The hierarchy creates meaning

When Actions sit inside Focuses, and Focuses sit inside Goals, and Goals sit inside Outcomes - every piece of work has a reason. Not a vague connection to a quarterly theme. A direct, traceable link to something the team is trying to achieve.

That traceability is what most teams are missing. Not more tools. Not more process. Just a clear answer to the question every team member quietly asks themselves: why am I doing this?

It works for small things too

One of the misconceptions is that this structure is only for large, complex projects. That you need a big team and a big initiative to justify the overhead.

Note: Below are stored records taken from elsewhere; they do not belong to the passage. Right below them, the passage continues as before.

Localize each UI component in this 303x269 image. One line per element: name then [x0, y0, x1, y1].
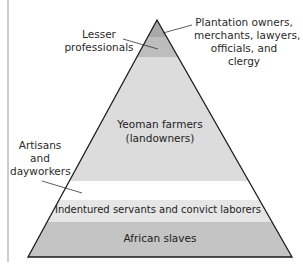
callout-text-line: merchants, lawyers, [194, 29, 294, 42]
callout-text-line: dayworkers [10, 165, 70, 178]
callout-text-line: Lesser [64, 28, 134, 41]
callout-text-line: professionals [64, 41, 134, 54]
callout-text-line: and [10, 152, 70, 165]
label-african-slaves: African slaves [124, 232, 197, 244]
label-indentured-servants: Indentured servants and convict laborers [55, 204, 261, 215]
callout-plantation-owners: Plantation owners, merchants, lawyers, o… [194, 16, 294, 68]
callout-line-plantation [163, 25, 192, 33]
callout-text-line: clergy [194, 55, 294, 68]
callout-text-line: Artisans [10, 139, 70, 152]
callout-text-line: Plantation owners, [194, 16, 294, 29]
band-text-line: Yeoman farmers [117, 117, 202, 131]
callout-artisans: Artisans and dayworkers [10, 139, 70, 178]
callout-lesser-professionals: Lesser professionals [64, 28, 134, 54]
callout-text-line: officials, and [194, 42, 294, 55]
band-text-line: (landowners) [117, 131, 202, 145]
label-yeoman-farmers: Yeoman farmers (landowners) [117, 117, 202, 145]
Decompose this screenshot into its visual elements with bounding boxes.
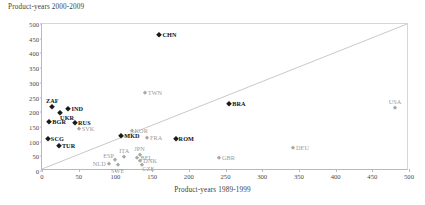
data-point-label: DEU bbox=[296, 145, 309, 151]
data-point-label: FRA bbox=[150, 135, 162, 141]
y-axis-tick-mark bbox=[40, 126, 43, 127]
x-axis-tick-mark bbox=[336, 169, 337, 172]
diamond-marker-icon bbox=[76, 127, 81, 132]
data-point-label: JPN bbox=[134, 146, 145, 152]
y-axis-tick-mark bbox=[40, 97, 43, 98]
diamond-marker-icon bbox=[122, 154, 127, 159]
data-point-label: GBR bbox=[222, 155, 235, 161]
data-point-zaf: ZAF bbox=[49, 104, 55, 110]
data-point-label: IND bbox=[71, 106, 83, 112]
data-point-gbr: GBR bbox=[216, 155, 222, 161]
data-point-deu: DEU bbox=[290, 145, 296, 151]
data-point-label: MKD bbox=[124, 133, 139, 139]
data-point-label: ROM bbox=[179, 136, 194, 142]
x-axis-tick-label: 400 bbox=[331, 173, 341, 180]
data-point-ukr: UKR bbox=[57, 110, 63, 116]
y-axis-title: Product-years 2000-2009 bbox=[8, 3, 84, 11]
data-point-label: ESP bbox=[103, 153, 114, 159]
x-axis-tick-label: 450 bbox=[367, 173, 377, 180]
data-point-usa: USA bbox=[392, 105, 398, 111]
plot-area: 0501001502002503003504004505000501001502… bbox=[41, 23, 408, 170]
data-point-label: CZE bbox=[142, 166, 154, 172]
x-axis-tick-mark bbox=[372, 169, 373, 172]
diamond-marker-icon bbox=[106, 161, 111, 166]
x-axis-tick-label: 50 bbox=[75, 173, 82, 180]
data-point-label: NLD bbox=[93, 160, 106, 166]
data-point-chn: CHN bbox=[156, 32, 162, 38]
data-point-tur: TUR bbox=[56, 143, 62, 149]
x-axis-tick-label: 500 bbox=[404, 173, 414, 180]
data-point-svk: SVK bbox=[76, 126, 82, 132]
diamond-marker-icon bbox=[49, 104, 55, 110]
data-point-mkd: MKD bbox=[118, 133, 124, 139]
data-point-rom: ROM bbox=[173, 136, 179, 142]
x-axis-tick-label: 150 bbox=[147, 173, 157, 180]
x-axis-tick-mark bbox=[189, 169, 190, 172]
x-axis-tick-label: 0 bbox=[40, 173, 43, 180]
diamond-marker-icon bbox=[216, 156, 221, 161]
diamond-marker-icon bbox=[291, 146, 296, 151]
data-point-bgr: BGR bbox=[46, 119, 52, 125]
data-point-cze: CZE bbox=[139, 162, 145, 168]
data-point-ita: ITA bbox=[121, 154, 127, 160]
data-point-label: SVK bbox=[82, 126, 95, 132]
data-point-bra: BRA bbox=[226, 101, 232, 107]
data-point-label: CHN bbox=[162, 32, 176, 38]
x-axis-tick-mark bbox=[409, 169, 410, 172]
x-axis-tick-mark bbox=[79, 169, 80, 172]
x-axis-tick-mark bbox=[299, 169, 300, 172]
x-axis-title: Product-years 1989-1999 bbox=[0, 186, 425, 194]
data-point-fra: FRA bbox=[144, 135, 150, 141]
x-axis-tick-mark bbox=[42, 169, 43, 172]
y-axis-tick-mark bbox=[40, 82, 43, 83]
scatter-chart-figure: Product-years 2000-2009 0501001502002503… bbox=[0, 0, 425, 205]
x-axis-tick-label: 250 bbox=[221, 173, 231, 180]
diamond-marker-icon bbox=[393, 105, 398, 110]
data-point-label: ZAF bbox=[46, 98, 59, 104]
x-axis-tick-label: 200 bbox=[184, 173, 194, 180]
data-point-label: TWN bbox=[148, 90, 162, 96]
data-point-label: BRA bbox=[232, 101, 245, 107]
data-point-label: DNK bbox=[143, 158, 157, 164]
x-axis-tick-mark bbox=[226, 169, 227, 172]
data-point-label: USA bbox=[389, 99, 402, 105]
data-point-scg: SCG bbox=[45, 136, 51, 142]
y-axis-tick-mark bbox=[40, 53, 43, 54]
diamond-marker-icon bbox=[145, 135, 150, 140]
data-point-label: ITA bbox=[119, 148, 129, 154]
diagonal-reference-line bbox=[42, 24, 407, 169]
y-axis-tick-mark bbox=[40, 141, 43, 142]
x-axis-tick-label: 100 bbox=[110, 173, 120, 180]
x-axis-tick-mark bbox=[262, 169, 263, 172]
data-point-ind: IND bbox=[65, 106, 71, 112]
data-point-label: BGR bbox=[52, 119, 66, 125]
x-axis-tick-label: 300 bbox=[257, 173, 267, 180]
y-axis-tick-mark bbox=[40, 156, 43, 157]
data-point-twn: TWN bbox=[142, 90, 148, 96]
y-axis-tick-mark bbox=[40, 68, 43, 69]
x-axis-tick-label: 350 bbox=[294, 173, 304, 180]
data-point-label: SWE bbox=[111, 168, 124, 174]
data-point-swe: SWE bbox=[115, 162, 121, 168]
diamond-marker-icon bbox=[142, 91, 147, 96]
data-point-label: TUR bbox=[62, 142, 75, 148]
y-axis-tick-mark bbox=[40, 24, 43, 25]
y-axis-tick-mark bbox=[40, 112, 43, 113]
y-axis-tick-mark bbox=[40, 38, 43, 39]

In practice, it's the opposite.

A solo developer working on a weekend project benefits from defining a Result before writing code. A two-person team benefits from setting Boundaries so they don't build the wrong thing. A small feature benefits from being broken into Actions so that progress is visible and the scope doesn't quietly expand.

The structure scales down because it's not about process overhead - it's about thinking clearly. And thinking clearly is useful whether you're building a platform or fixing a bug.

The "heavy" feeling fades

That initial reaction - "this looks like a lot" - comes from comparing it to what most people are used to. And what most people are used to is almost no structure at all.

A Jira ticket with a title and a description isn't lightweight. It's unclear. The effort you save by not defining Results and Boundaries upfront, you spend later in meetings, in rework, in misunderstandings, and in features that ship but don't move the needle.

The structure in Argile Focus front-loads the thinking. It asks you to be clear before you start - not halfway through, and not in a retro after things went sideways.

After a few Focuses, teams stop noticing the structure entirely. It becomes how they think, not something they do on top of thinking. That's when it clicks: this isn't overhead. This is just good planning.

Back to the principles

The Agile Manifesto values working software delivered through collaboration and responsiveness. Argile Focus supports exactly that:

  • Working software: every Action is small enough to deliver something real. Not a status update - an actual, verifiable piece of work.
  • Responding to change: when priorities shift, the structure makes it obvious what to adjust. You can reprioritise a Goal without losing the clarity of the Focuses beneath it.
  • Individuals and interactions: a shared structure means the team speaks the same language. "What's the Result?" replaces "what did you mean by this ticket?"
  • Customer collaboration: Outcomes and Results are written in terms of what matters to the customer, not in terms of technical implementation. The language of the work stays connected to the language of the value.

This isn't a new methodology. It's a more honest implementation of the one we already said we believed in.

The bottom line

Structure and agility aren't opposites. They never were. The most agile teams aren't the ones with the fewest rules - they're the ones with the clearest thinking.

If the Argile workflow looks different from what you're used to, that's because most tools optimised for speed and flexibility at the expense of clarity. We optimised for clarity first - and found that speed and flexibility followed naturally.

The principles aren't new. The approach isn't radical. It's just a return to something that works, applied to the way modern teams build software.

Sometimes the best way forward is remembering what we already knew.